Wednesday, March 4, 2009

Organic Gardening as Bioneering

Ever since I was little, I have had a number of hobbies, things like animals, plants, bicycling, rollerblading, growing mushrooms, martial arts. It wasn’t until I took up gardening in my early thirties that I first had a hobby that was widely practiced by others around me. It was a really weird feeling to be able to freely talk to co-workers about my hobby and have a lively and interesting conversation rather than blank stares.

Gardening is a widely practiced hobby. www.notsoboringlife.com ranks it as the 7th most popular hobby. Of course, they ranked sleeping as #17, so I am not sure how much I trust them. According to American Demographics, up to 25% of people practice gardening as a hobby. Also, gardening tends to be more widely practiced in difficult times and is also more widely practiced by older people, both factors which could drive up the number of people who garden in coming years. Many gardeners aspire to have an organic garden, with varying success. It is this very mass participation that makes a true organic garden the most common, as well as the most advanced, form of bioneering.

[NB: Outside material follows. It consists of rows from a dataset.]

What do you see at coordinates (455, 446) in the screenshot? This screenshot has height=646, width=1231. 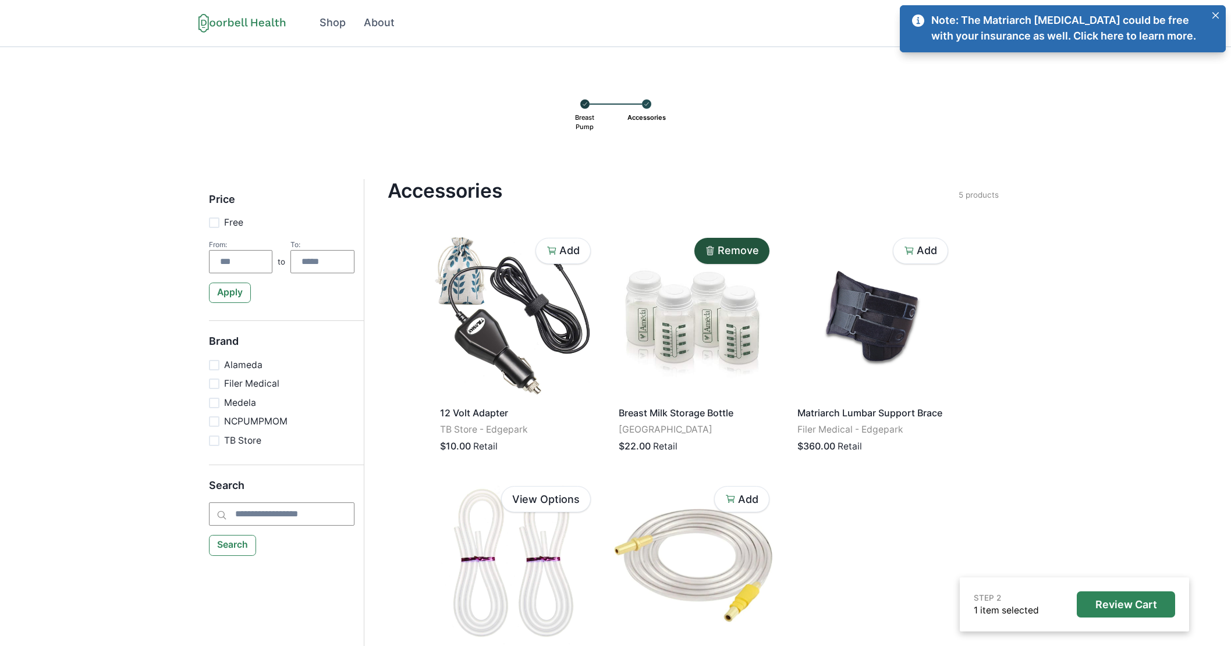 I see `p: $10.00` at bounding box center [455, 446].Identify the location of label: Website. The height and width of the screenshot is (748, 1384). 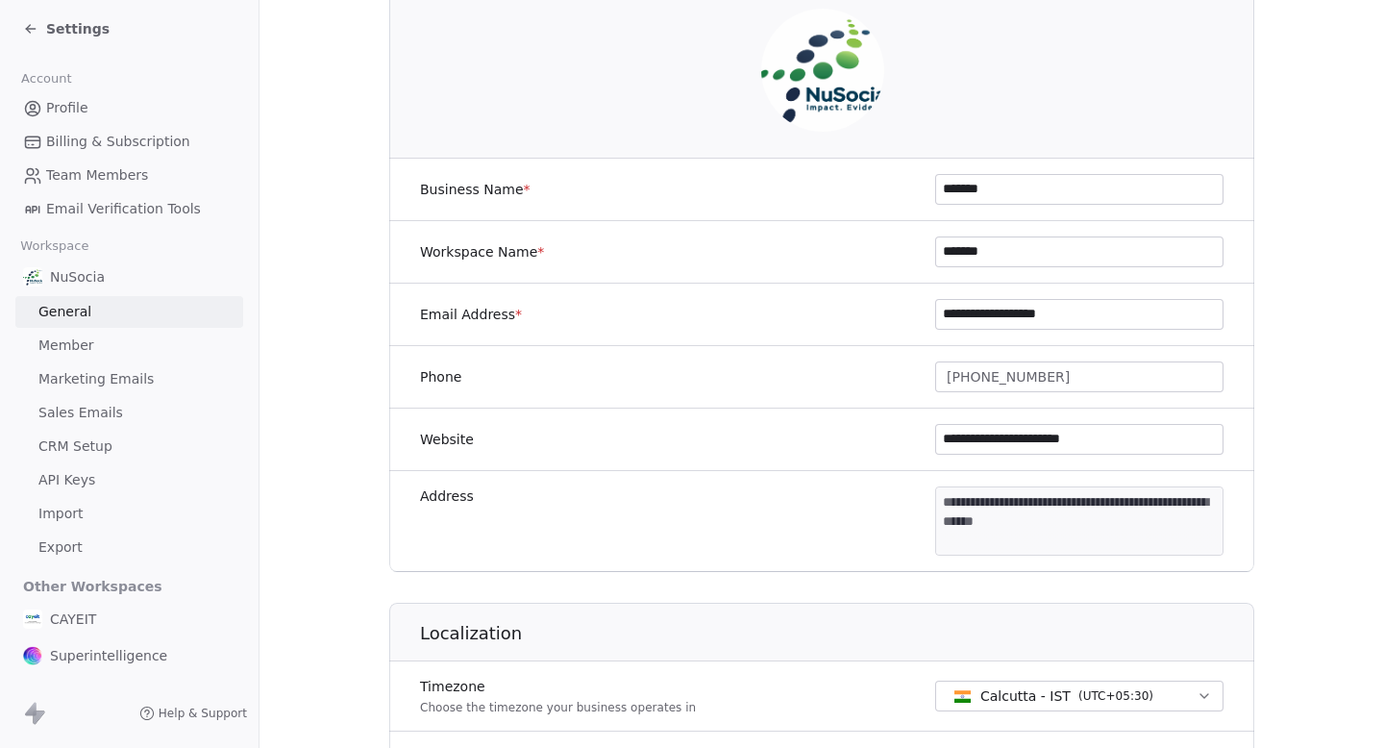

Organic gardening is, at its heart, a form of biomimicry, or emulating nature to solve problems. In a healthy ecosystem, such as a natural grassland or a forest, the living plants, be they perennials (like the trees) or annuals (like the grasses), drop litter to the soil surface as part of their annual cycle. The soil organisms work on this litter and decompose it. Earthworms pull the organic material down under the soil. Bacteria and fungus work on the decomposing organic material. Life creates conditions necessary for, and beneficial to, life. Healthy plants mean vigorous growth during the growing season, which means more litter to feed the soil-borne organisms at the end of the year. So it is in the best interests for the different players in this system to benefit one another. It is only during times of stress that the disease organisms, those that benefit from disharmony in the system, can invade and destroy. But even those play a part, destroying the weak and thus strengthening the whole. This is a system that has been refined and perfected by eons of natural selection, evolution, and cooperation. To mimic this system in the organic garden is to take advantage of the system already in place.

But organic gardening isn’t just about the soil. It is about biomimicry on a grand scale. Compost is the greatest tool in the organic gardener’s toolbox, but by no means the only tool. There are other beneficial organisms out there that aren’t created or directly fostered by compost. Ladybugs do massive damage to populations of small, soft-bodied insects. Nesting birds often have hungry mouths waiting to stuff full of garden pests. Marigolds attract beneficial insects while driving away nematodes. The list is long, and will be a major topic for this blog. The point is that organic gardening isn't about what you SHOULD NOT do, but very much about what you SHOULD do. So get out there, enjoy the weather, get some exercise, and try your hand at back yard bioneering.

1 comment:

  1. I've always tried to mimic nature as close as possible with organic gardening. I'm even using homemade methods of pest control. If it's not about what we don't do, then I would be breaking the rules if I used store-bought pest control? I found this organic spray called Safer Brand Tomato and Vegetable insect killer, so maybe this is allowed. It can be used up to the day of harvest.